Um, General Chinese Motors?

GM’s huge post-bailout investments in China bear fruit.
China is still rocking, GM announced today, unlike the US where GM’s vehicles sales fell 1.3% in 2016, with cars down 4.3% and trucks, including SUVs, flat. It joined Ford, Fiat-Chrysler, Toyota, BMW, and other automakers in the US that had booked their first annual vehicle sales declines since 2009.

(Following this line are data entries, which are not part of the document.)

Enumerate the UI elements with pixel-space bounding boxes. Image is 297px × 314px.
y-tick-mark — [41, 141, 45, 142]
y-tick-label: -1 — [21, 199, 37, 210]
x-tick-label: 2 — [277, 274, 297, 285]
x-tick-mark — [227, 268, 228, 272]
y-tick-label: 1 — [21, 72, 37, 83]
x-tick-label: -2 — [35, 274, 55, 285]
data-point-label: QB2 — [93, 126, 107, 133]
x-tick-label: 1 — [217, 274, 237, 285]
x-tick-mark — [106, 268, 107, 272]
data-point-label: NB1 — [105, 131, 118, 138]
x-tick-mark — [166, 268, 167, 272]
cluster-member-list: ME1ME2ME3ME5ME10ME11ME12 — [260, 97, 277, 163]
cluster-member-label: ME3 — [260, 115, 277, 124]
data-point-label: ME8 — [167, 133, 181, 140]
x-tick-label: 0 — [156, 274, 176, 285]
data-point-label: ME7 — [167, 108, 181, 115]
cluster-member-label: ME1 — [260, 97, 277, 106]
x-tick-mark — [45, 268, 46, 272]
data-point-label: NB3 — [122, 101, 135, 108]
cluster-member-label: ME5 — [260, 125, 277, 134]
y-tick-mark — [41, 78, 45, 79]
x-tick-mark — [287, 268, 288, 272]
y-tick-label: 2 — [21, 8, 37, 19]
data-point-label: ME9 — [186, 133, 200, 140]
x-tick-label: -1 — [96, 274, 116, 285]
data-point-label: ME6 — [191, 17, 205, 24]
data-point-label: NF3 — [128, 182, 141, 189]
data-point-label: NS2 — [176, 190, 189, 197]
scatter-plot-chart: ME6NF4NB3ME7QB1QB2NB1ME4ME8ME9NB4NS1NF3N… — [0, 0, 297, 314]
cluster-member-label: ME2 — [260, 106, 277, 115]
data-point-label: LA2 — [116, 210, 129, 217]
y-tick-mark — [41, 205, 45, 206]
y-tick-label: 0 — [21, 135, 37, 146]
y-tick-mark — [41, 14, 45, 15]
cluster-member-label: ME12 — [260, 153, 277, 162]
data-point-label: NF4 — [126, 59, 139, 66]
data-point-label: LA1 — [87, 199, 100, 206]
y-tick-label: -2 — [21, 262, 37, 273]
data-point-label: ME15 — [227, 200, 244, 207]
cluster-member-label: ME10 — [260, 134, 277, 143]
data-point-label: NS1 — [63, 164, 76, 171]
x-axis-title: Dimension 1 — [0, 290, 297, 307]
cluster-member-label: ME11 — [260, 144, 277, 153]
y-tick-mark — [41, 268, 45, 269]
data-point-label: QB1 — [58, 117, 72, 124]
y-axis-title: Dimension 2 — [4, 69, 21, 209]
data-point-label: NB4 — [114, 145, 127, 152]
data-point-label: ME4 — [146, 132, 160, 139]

But that’s not what is happening in China. China became the largest new vehicle market in the world for the first time in 2009 with growth rates that made global automakers and their financiers salivate. But these phenomenal growth rates ran aground in early and mid-2015, and sales began to fall on a year-over-year basis. The government ignored the debacle for a while, then stepped in with incentives, and the race began anew.

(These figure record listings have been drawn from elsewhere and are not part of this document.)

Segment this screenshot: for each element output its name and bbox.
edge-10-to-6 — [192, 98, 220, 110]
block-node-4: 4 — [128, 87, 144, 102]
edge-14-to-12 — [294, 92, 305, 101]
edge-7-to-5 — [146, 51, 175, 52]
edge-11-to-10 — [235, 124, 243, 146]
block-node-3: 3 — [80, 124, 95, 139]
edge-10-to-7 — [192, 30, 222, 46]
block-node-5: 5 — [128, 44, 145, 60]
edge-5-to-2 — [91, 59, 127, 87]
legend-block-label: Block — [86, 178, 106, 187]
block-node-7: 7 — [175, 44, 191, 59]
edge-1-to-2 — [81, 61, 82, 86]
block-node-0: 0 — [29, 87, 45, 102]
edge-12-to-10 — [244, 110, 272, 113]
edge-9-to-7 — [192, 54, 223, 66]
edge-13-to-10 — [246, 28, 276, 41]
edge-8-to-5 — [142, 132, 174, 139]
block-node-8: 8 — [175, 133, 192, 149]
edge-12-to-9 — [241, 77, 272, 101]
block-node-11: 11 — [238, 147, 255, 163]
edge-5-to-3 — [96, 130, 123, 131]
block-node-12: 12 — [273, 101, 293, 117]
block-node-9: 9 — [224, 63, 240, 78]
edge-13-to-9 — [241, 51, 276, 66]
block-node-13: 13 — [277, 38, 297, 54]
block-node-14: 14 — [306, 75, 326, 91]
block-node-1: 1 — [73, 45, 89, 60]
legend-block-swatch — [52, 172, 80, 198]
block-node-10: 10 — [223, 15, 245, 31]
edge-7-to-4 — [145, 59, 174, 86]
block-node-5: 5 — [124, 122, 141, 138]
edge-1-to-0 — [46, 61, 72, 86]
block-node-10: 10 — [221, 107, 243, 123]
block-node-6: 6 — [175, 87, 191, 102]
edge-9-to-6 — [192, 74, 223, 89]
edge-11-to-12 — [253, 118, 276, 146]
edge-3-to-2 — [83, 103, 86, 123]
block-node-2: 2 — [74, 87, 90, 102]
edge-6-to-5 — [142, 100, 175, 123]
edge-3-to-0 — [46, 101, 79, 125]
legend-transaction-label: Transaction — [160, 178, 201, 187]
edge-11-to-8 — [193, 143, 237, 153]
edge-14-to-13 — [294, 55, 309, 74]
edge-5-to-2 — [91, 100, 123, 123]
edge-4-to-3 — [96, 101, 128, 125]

So today GM announced that its deliveries of new passenger vehicles – cars, light trucks, SUVs, and MPVs (multi-purpose vehicle) – in China grew 7.1% in 2016 to 3.87 million vehicles.
This compares to its US sales, which fell 1.3% to 3.04 million vehicles. So GM sold 27% more vehicles in China than in the US. The gap is likely to grow further.

This post was published at Wolf Street by Wolf Richter ‘ Jan 5, 2017.